OUT OF BOUNDS

GregLookerse art

Greg Lookerse discussing his work “…a drifting boat with a slow leakage,” The Dry Salvages by Eliot, 2014, black sand, sail, wood, white paint, The Dry Salvages by T. S. Eliot. Photo: Samara Pearlstein.

This summer the Rockport Art Association, an almost century-old arts organization and not a young buck contemporary space, was the unexpected catalyst for change in this coastal community. The historical gallery was home to out of bounds, a dynamic group show curated by Bob and Jill Whitney Armstrong of iartcolony featuring the work of 18 faculty and alumni from the School of the Museum of Fine Arts.

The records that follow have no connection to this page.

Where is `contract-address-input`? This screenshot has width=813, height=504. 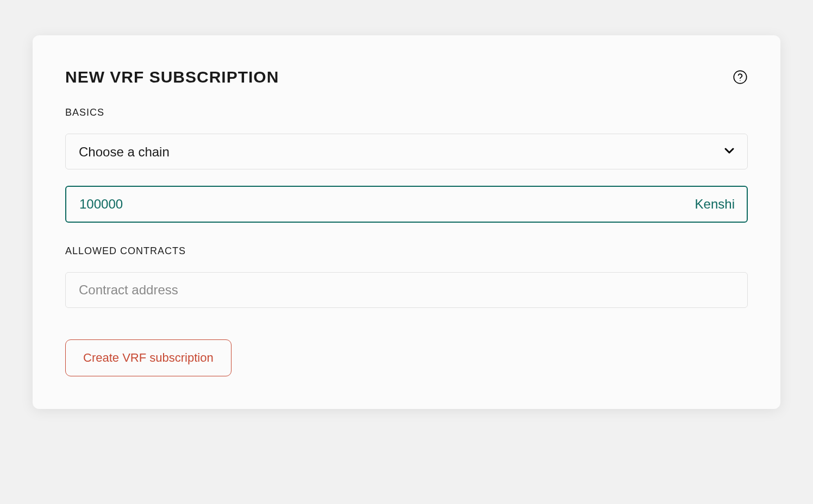
contract-address-input is located at coordinates (406, 290).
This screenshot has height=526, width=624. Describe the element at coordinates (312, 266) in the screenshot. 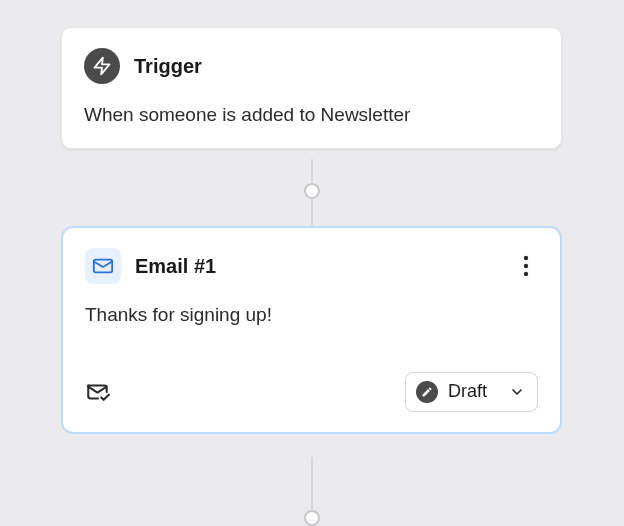

I see `email-card-header: Email #1` at that location.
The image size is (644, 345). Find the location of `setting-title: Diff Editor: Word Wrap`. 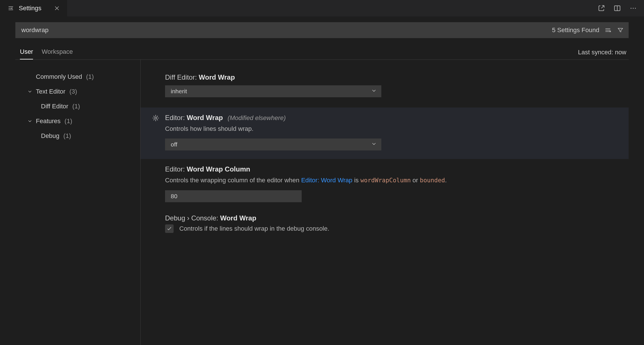

setting-title: Diff Editor: Word Wrap is located at coordinates (393, 77).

The relationship between the two organizations runs deeper than shared aesthetic interests as several founding members of the RAA were artists and SMFA alumni themselves. The partnership between the forward-thinking arts association and enthusiastic curatorial duo was further enhanced by the expertise of Paul Kotakis, who spends his days nurturing young talent at the SMFA and supporting students long after they leave the nest. After several months of planning and hard work, the exhibition opened with a crowd of more than 350 from Boston, Cape Ann and across New England.

From the outset, out of bounds was laid out with Goldilocks sensibilities: a balanced exhibition spanning a cross-section of ages and media, installed in a way that wasn’t crowded, but rather, just right. Despite the differing media, it was easy for the eye to rove around, absorb the diversity yet not feel distracted or overwhelmed. Damien Hoar de Galvan’s wall sculpture of kaleidoscopic-colored fragments transitioned neatly into uncanny digital imagery from Matthew Gamber’s Basic Ingredients of a Complex World series. Even Peter DeCamp Haines’ tiny minimalist sculptures seemed to dance around the gallery’s columns.

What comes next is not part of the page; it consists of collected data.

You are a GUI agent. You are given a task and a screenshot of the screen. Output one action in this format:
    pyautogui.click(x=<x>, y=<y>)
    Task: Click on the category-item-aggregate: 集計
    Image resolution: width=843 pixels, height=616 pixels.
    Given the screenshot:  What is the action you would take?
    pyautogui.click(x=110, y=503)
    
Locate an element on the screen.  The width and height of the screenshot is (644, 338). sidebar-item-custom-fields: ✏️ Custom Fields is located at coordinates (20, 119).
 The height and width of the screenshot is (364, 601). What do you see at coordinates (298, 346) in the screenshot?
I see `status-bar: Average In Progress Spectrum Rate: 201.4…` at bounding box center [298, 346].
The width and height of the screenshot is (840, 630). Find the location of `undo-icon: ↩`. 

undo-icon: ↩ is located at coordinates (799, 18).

Alex Hamrick and Greg Lookerse were so inspired by the exhibition’s premise, they created site-specific work that responded to Cape Ann itself. These innovative approaches to the idea of seascape gave a nod to the past, but pushed contemporary ideas vigorously forward.

Hamrick’s untitled blockbuster installation of joined wooden planks rested against the gallery’s back wall, its material inspired by the nearby shoreline of Pigeon Cove and its poetic text divined from a garbled phone conversation with a friend, spoke of the overwhelming power of the sea. Fellow SMFA alumni Nikki Rosato approached the history of Cape Ann with a more delicate touch, using cut maps of the region to fashion a pair of dainty and intricate silhouettes of two local residents.
Damien Hoar de Galvan 4

Damien Hoar de Galvan, untitled, 1 of 1, 2013, mixed media/wood on panel, 48 x 48″. Courtesy of Carroll and Sons.

Out of bounds marked many firsts for the RAA, while also demonstrating how far the organization has come in showing new media. Photography, a medium that seems like a natural fit given the region’s noted scenery, has only been welcomed into the fold in recent years. Mindful of this shift that still has people
abuzz, the curators took care to incorporate the work of several photographers, highlighting traditionalists as well as those with a flair for the contemporary.

Featured artist Linda Pagani approaches photography with a clean eye and an emphasis on simplicity. Stillness presents viewers with a stark landscape of white that is gently interrupted by the faint outline of a doorway threshold, the image’s quiet presence amplified through a sleek appliqué of plexiglass. This domestic setting, albeit subtle, speaks to a larger narrative for Pagani. A lifelong dream of becoming a photographer, once hampered by the chaos of daily life, has finally been realized after studying at the SMFA. No longer a casual pursuit, Pagani has added a Springborn Fellowship and Karsh Prize in photography to her resume and attracted the attention of global collectors.

While out of bounds was certainly a summer arts highlight based on its visual strengths alone, its impact transcends the work itself. This survey fleshed out the narrative of Rockport, Cape Ann and the creatives who call it home, underscoring the region’s role as a thriving and multi-dimensional beacon of culture. It also challenged other New England organizations to think beyond the status quo. Change can be scary, but “good enough” is far more terrifying. In pushing outside its own comfort zone, the RAA not only welcomed new audiences and collectors through its doors, it built bridges where none existed—bridges not only between the SMFA and the communities surrounding Cape Ann, but between the region’s cultural past and the ideas and issues that may affect its future.